### ABOUT THIS TASK
Return the line that contains "is (857, 482)." plus every line after it to the end of the entries below, exactly as given, and stop there.

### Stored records

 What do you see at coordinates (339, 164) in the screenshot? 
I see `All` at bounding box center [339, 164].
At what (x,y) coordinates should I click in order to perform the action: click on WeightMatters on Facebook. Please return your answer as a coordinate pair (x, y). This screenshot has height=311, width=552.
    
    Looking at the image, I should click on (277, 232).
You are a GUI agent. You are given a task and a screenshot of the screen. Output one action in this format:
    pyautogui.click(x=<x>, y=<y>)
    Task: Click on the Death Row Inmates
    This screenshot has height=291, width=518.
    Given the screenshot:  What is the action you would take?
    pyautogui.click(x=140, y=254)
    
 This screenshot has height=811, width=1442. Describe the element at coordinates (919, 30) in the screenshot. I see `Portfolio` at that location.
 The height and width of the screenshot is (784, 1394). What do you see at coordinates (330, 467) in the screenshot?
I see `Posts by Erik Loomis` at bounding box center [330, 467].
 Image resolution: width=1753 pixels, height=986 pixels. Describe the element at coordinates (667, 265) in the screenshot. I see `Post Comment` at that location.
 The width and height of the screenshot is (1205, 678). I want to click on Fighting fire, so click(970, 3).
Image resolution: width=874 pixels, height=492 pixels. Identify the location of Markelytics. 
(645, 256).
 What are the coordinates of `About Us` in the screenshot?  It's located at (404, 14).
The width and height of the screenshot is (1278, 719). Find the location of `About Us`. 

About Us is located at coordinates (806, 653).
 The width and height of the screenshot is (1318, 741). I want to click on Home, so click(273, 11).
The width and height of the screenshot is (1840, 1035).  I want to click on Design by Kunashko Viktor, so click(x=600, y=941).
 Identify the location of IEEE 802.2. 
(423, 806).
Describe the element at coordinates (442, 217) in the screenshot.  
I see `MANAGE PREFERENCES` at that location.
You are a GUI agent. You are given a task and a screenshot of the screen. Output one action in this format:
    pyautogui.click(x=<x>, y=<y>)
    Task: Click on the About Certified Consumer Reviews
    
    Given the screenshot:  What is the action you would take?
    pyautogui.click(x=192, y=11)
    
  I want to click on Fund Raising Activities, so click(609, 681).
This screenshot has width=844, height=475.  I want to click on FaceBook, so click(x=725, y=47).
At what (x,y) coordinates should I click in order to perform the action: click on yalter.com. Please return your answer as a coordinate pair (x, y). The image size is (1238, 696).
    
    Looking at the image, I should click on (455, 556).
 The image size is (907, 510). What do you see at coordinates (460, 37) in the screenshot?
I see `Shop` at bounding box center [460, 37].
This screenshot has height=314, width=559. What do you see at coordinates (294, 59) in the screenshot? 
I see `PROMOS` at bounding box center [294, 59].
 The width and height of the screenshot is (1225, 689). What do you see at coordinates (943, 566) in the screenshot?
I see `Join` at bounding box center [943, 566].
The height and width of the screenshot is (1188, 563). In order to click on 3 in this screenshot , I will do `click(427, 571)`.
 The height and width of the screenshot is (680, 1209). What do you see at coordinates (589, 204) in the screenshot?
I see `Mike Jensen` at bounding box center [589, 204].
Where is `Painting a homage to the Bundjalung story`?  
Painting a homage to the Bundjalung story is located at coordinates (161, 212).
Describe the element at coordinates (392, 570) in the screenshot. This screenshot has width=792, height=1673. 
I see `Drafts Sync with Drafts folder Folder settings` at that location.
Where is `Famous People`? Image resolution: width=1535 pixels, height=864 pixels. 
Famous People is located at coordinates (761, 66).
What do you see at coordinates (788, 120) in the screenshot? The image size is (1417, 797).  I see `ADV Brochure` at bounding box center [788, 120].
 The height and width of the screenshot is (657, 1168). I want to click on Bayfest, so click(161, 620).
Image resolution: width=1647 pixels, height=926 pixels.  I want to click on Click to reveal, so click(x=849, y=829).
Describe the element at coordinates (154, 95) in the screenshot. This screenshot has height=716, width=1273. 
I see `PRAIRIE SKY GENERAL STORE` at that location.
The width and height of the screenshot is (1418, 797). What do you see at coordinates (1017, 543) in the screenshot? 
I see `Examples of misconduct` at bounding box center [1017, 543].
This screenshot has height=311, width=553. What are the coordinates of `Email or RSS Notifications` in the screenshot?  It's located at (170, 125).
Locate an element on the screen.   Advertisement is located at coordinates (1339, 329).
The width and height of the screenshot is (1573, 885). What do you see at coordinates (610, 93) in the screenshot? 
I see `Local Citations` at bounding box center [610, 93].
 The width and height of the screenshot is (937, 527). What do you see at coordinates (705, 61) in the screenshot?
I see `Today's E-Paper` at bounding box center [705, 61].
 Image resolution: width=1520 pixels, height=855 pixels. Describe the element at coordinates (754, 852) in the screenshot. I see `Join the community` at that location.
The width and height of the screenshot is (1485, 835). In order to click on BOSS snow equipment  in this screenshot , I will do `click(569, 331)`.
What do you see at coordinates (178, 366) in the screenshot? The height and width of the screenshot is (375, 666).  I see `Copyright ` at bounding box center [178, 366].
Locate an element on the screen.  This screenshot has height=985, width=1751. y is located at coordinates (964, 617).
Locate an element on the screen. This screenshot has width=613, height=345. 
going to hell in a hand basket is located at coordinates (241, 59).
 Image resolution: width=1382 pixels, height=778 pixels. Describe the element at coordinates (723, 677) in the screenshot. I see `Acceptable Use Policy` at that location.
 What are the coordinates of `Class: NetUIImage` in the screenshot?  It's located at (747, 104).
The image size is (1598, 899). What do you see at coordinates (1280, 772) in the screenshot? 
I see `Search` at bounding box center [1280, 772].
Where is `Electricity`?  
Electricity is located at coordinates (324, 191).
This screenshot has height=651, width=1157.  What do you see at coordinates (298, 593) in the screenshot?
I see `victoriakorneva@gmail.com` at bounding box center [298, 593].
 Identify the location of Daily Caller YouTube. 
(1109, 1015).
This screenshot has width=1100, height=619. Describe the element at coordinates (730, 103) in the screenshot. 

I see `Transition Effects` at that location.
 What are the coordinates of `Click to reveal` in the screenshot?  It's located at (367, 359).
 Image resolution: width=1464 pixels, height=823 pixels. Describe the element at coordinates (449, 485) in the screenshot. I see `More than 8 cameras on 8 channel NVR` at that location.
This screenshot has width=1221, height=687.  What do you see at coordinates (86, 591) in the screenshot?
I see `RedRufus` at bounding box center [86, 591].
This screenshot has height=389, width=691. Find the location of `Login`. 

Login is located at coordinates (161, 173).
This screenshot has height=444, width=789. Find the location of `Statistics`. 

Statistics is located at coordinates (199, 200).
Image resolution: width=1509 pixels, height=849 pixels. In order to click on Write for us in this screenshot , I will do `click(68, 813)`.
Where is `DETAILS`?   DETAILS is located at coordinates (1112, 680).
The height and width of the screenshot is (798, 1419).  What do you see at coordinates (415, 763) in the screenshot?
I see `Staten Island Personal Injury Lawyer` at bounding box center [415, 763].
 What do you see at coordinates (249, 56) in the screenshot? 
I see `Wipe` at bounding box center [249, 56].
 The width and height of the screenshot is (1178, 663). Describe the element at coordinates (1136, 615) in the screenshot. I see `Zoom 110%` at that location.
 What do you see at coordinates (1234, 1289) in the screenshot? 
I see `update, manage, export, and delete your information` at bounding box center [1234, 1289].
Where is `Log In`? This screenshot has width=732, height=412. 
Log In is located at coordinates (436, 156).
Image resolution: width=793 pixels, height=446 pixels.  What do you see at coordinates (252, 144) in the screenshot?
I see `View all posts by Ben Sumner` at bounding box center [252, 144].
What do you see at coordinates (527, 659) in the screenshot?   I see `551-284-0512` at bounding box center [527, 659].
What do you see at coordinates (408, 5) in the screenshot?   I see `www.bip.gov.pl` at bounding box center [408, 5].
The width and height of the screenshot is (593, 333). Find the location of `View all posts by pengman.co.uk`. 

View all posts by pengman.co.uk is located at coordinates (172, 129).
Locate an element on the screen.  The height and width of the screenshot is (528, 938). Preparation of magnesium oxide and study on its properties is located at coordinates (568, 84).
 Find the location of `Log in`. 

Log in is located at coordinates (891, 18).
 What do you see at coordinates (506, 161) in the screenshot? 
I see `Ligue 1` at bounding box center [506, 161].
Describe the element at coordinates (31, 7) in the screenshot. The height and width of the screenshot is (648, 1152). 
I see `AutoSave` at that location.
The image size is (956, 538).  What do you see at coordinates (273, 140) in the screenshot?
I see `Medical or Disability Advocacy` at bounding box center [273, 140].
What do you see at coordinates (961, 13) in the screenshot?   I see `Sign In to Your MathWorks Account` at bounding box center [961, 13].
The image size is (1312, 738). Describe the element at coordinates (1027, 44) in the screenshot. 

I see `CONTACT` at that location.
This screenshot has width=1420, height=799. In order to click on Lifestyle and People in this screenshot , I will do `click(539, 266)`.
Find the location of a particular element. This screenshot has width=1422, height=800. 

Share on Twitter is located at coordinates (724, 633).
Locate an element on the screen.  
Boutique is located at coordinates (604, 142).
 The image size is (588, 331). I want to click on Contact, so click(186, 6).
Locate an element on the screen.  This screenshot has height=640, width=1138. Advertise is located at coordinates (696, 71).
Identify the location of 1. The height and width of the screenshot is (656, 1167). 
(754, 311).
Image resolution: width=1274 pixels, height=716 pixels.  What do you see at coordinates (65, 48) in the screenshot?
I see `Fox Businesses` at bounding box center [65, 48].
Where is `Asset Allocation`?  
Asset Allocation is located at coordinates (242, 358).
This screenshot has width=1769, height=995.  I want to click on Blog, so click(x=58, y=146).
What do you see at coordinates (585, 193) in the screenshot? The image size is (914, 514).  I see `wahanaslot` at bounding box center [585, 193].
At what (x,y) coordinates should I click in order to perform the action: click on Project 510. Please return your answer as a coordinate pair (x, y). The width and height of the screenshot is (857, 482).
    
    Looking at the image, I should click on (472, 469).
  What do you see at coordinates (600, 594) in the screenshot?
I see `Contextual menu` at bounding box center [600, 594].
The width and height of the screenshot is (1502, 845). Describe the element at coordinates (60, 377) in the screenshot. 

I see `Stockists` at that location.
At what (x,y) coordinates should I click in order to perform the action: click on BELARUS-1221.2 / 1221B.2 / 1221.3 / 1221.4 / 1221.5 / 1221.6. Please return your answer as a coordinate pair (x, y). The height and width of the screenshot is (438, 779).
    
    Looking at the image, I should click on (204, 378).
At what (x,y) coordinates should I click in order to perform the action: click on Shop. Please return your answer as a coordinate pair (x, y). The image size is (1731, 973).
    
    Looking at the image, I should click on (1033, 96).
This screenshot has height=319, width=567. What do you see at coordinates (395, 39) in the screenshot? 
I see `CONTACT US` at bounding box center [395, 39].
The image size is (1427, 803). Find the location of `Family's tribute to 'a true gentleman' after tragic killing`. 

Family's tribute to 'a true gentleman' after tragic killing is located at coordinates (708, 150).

### RESPONSE BELOW
At what (x,y) coordinates should I click in order to perform the action: click on Project 510. Please return your answer as a coordinate pair (x, y). The width and height of the screenshot is (857, 482).
    
    Looking at the image, I should click on (472, 469).
  What do you see at coordinates (600, 594) in the screenshot?
I see `Contextual menu` at bounding box center [600, 594].
The width and height of the screenshot is (1502, 845). Describe the element at coordinates (60, 377) in the screenshot. 

I see `Stockists` at that location.
At what (x,y) coordinates should I click in order to perform the action: click on BELARUS-1221.2 / 1221B.2 / 1221.3 / 1221.4 / 1221.5 / 1221.6. Please return your answer as a coordinate pair (x, y). The height and width of the screenshot is (438, 779).
    
    Looking at the image, I should click on (204, 378).
At what (x,y) coordinates should I click in order to perform the action: click on Shop. Please return your answer as a coordinate pair (x, y). The image size is (1731, 973).
    
    Looking at the image, I should click on (1033, 96).
This screenshot has height=319, width=567. What do you see at coordinates (395, 39) in the screenshot? 
I see `CONTACT US` at bounding box center [395, 39].
The image size is (1427, 803). Find the location of `Family's tribute to 'a true gentleman' after tragic killing`. 

Family's tribute to 'a true gentleman' after tragic killing is located at coordinates (708, 150).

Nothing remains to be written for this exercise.